Review of Raveled by Anne McAneny
5 stars
Allison Fennimore is a woman with a bitter, wry wit, and she
comes by it naturally, given her circumstances. Now a bartender in New York,
when she was fifteen her father was charged, tried, and convicted of two
killings. Even where circumstances couldn’t quite convict, the small town of
Lavitte, North Carolina, did so; and Artie Fennimore did some prison time and
then died. Allison’s older brother Kevin, deep in alcoholism, recently was
involuntarily sentenced to rehab after an accident in which an also intoxicated
adolescent, recklessly driving, died. Now Kevin wants their father’s name
cleared, or at least, the lies of Lavitte exposed; and since he is in mandatory
rehab and can’t do so himself, he wants Allison to return to Lavitte and find
out, while she’s simultaneously arranging to put their mother, suffering from
dementia, in assisted living, and sell Mother’s residence.
Author Anne McAneny has a true gift for delineating small
town life, peeling away the layers and turning over the stones that conceal the
ugly truths: a long-term Mayor with likely crime connections in New Jersey;
neighbors and other citizens who leap to convict by gossip; and the life
expectancy of rumours, which seems to be eternal. Her characters are delineated
sentence by sentence, and almost immediately, they are sufficiently realized to
be people we know or could know, not just fictional individuals drawn on a
printed page. I highly recommend this engrossing mystery.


→ **EXERCISE DIRECTIONS**: In the data below, which lines contain "JSON"? List them by copying each one.

→ **Figure record listings**:
[Start of Attachment]

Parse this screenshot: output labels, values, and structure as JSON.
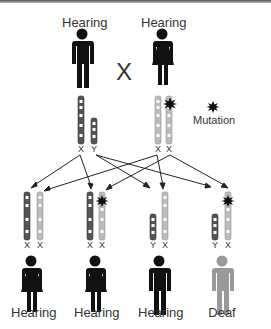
{
  "diagram": {
    "parents": {
      "father": {
        "label": "Hearing",
        "chromosomes": [
          "X",
          "Y"
        ]
      },
      "cross_symbol": "X",
      "mother": {
        "label": "Hearing",
        "chromosomes": [
          "X",
          "X"
        ]
      }
    },
    "legend": {
      "icon": "mutation-burst-icon",
      "label": "Mutation"
    },
    "children": [
      {
        "sex": "female",
        "label": "Hearing",
        "chromosomes": [
          "X",
          "X"
        ],
        "mutation": false
      },
      {
        "sex": "female",
        "label": "Hearing",
        "chromosomes": [
          "X",
          "X"
        ],
        "mutation": true
      },
      {
        "sex": "male",
        "label": "Hearing",
        "chromosomes": [
          "Y",
          "X"
        ],
        "mutation": false
      },
      {
        "sex": "male",
        "label": "Deaf",
        "chromosomes": [
          "Y",
          "X"
        ],
        "mutation": true
      }
    ],
    "colors": {
      "father_chromosome": "#555555",
      "mother_chromosome": "#bbbbbb",
      "hearing_figure": "#111111",
      "deaf_figure": "#999999",
      "mutation": "#111111"
    }
  }
}
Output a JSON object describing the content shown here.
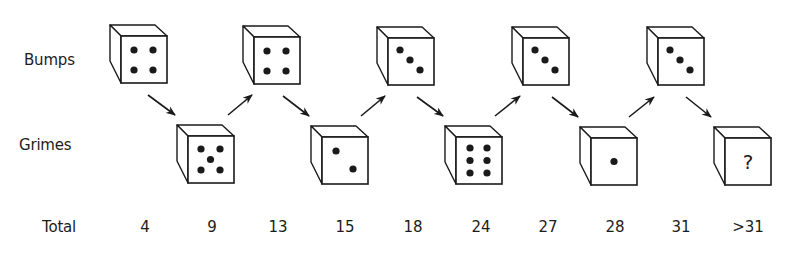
{
  "labels": {
    "bumps": "Bumps",
    "grimes": "Grimes",
    "total": "Total"
  },
  "colors": {
    "ink": "#1a1a1a",
    "background": "#ffffff"
  },
  "dice": [
    {
      "player": "Bumps",
      "value": 4,
      "face": "4",
      "x": 110,
      "y": 25,
      "total": "4"
    },
    {
      "player": "Grimes",
      "value": 5,
      "face": "5",
      "x": 177,
      "y": 125,
      "total": "9"
    },
    {
      "player": "Bumps",
      "value": 4,
      "face": "4",
      "x": 243,
      "y": 26,
      "total": "13"
    },
    {
      "player": "Grimes",
      "value": 2,
      "face": "2",
      "x": 311,
      "y": 126,
      "total": "15"
    },
    {
      "player": "Bumps",
      "value": 3,
      "face": "3",
      "x": 377,
      "y": 27,
      "total": "18"
    },
    {
      "player": "Grimes",
      "value": 6,
      "face": "6",
      "x": 445,
      "y": 126,
      "total": "24"
    },
    {
      "player": "Bumps",
      "value": 3,
      "face": "3",
      "x": 512,
      "y": 27,
      "total": "27"
    },
    {
      "player": "Grimes",
      "value": 1,
      "face": "1",
      "x": 580,
      "y": 127,
      "total": "28"
    },
    {
      "player": "Bumps",
      "value": 3,
      "face": "3",
      "x": 647,
      "y": 27,
      "total": "31"
    },
    {
      "player": "Grimes",
      "value": null,
      "face": "?",
      "x": 714,
      "y": 127,
      "total": ">31"
    }
  ],
  "totals": [
    "4",
    "9",
    "13",
    "15",
    "18",
    "24",
    "27",
    "28",
    "31",
    ">31"
  ],
  "total_x": [
    145,
    212,
    278,
    345,
    413,
    481,
    548,
    615,
    681,
    748
  ],
  "arrows": [
    {
      "from": [
        148,
        95
      ],
      "to": [
        175,
        115
      ],
      "direction": "down-right"
    },
    {
      "from": [
        228,
        115
      ],
      "to": [
        252,
        95
      ],
      "direction": "up-right"
    },
    {
      "from": [
        283,
        96
      ],
      "to": [
        309,
        116
      ],
      "direction": "down-right"
    },
    {
      "from": [
        361,
        116
      ],
      "to": [
        385,
        96
      ],
      "direction": "up-right"
    },
    {
      "from": [
        417,
        97
      ],
      "to": [
        443,
        116
      ],
      "direction": "down-right"
    },
    {
      "from": [
        495,
        116
      ],
      "to": [
        520,
        96
      ],
      "direction": "up-right"
    },
    {
      "from": [
        552,
        97
      ],
      "to": [
        578,
        117
      ],
      "direction": "down-right"
    },
    {
      "from": [
        629,
        117
      ],
      "to": [
        654,
        97
      ],
      "direction": "up-right"
    },
    {
      "from": [
        686,
        97
      ],
      "to": [
        711,
        117
      ],
      "direction": "down-right"
    }
  ]
}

[End of Attachment]

→ **EXERCISE RESULT**:
Parse this screenshot: output labels, values, and structure as JSON.
Output a JSON object describing the content shown here.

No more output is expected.